At $DAYJOB, we have an LLM-based tool and this issue of "how do we avoid burning tokens solving the same problems over again" was an early obstacle

We wound up building a very similar thing to what you call "tools" (we named them "Saved Programs").

There's a wiki the LLM searches before solving a problem, that links saved programs for past actions to their content entry.

If it finds one, it'll re-use it, otherwise it'll generate a program and offer to save it, if you think it'll be common enough.

3 comments

> how do we avoid burning tokens solving the same problems over again

Letting the LLM write half baked tools is the recipe for burning more tokens.

> There's a wiki the LLM searches before solving a problem, that links saved programs for past actions to their content entry.

What's the criteria for marking an LLM written tool as useful/correct before publishing it?

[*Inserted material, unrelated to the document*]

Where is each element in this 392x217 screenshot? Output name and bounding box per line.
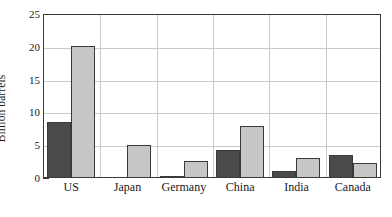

  > Letting the LLM write half baked tools is the recipe for burning more tokens.
It sure is, if the tools are half-baked and your user scale is N=1 rather than N=100 or N=1,000

  > What's the criteria for marking an LLM written tool as useful/correct before publishing it?
It solves the problem the originating user asked it to
> It solves the problem the originating user asked it to

Interesting. And is there a mechanism to go back and "fix" the tools after they are published? What happens if the tool decided to use the "id" attribute to click on buttons and now you have a new website that follows a different pattern to find the right target?

I agree that "correctness" of a tool could have different meaning depending on the context of the problem though (e.g. would you consider OOM a correctness bug even if it addresses the user's ask?)

The problem here is that N different users will ask for N different variants of the same tool, so you'll end up with a tool which is similar but not quite. Is the tool updated to support new functionality, or a new tool is created and you end up with N variants of a tool.
it's called workflow automation: https://blog.codesolvent.com/2025/12/workflow-automation-let...

Everyone is just taking a round about way to get there. The workflow/program as "tools" approach is the right one. Agents skills are more or less in that same direction.

there are hundreds or thousands of 'memory' things ppl have been inventing. i am yet to see any proof that these are actually useful or have saved any tokens.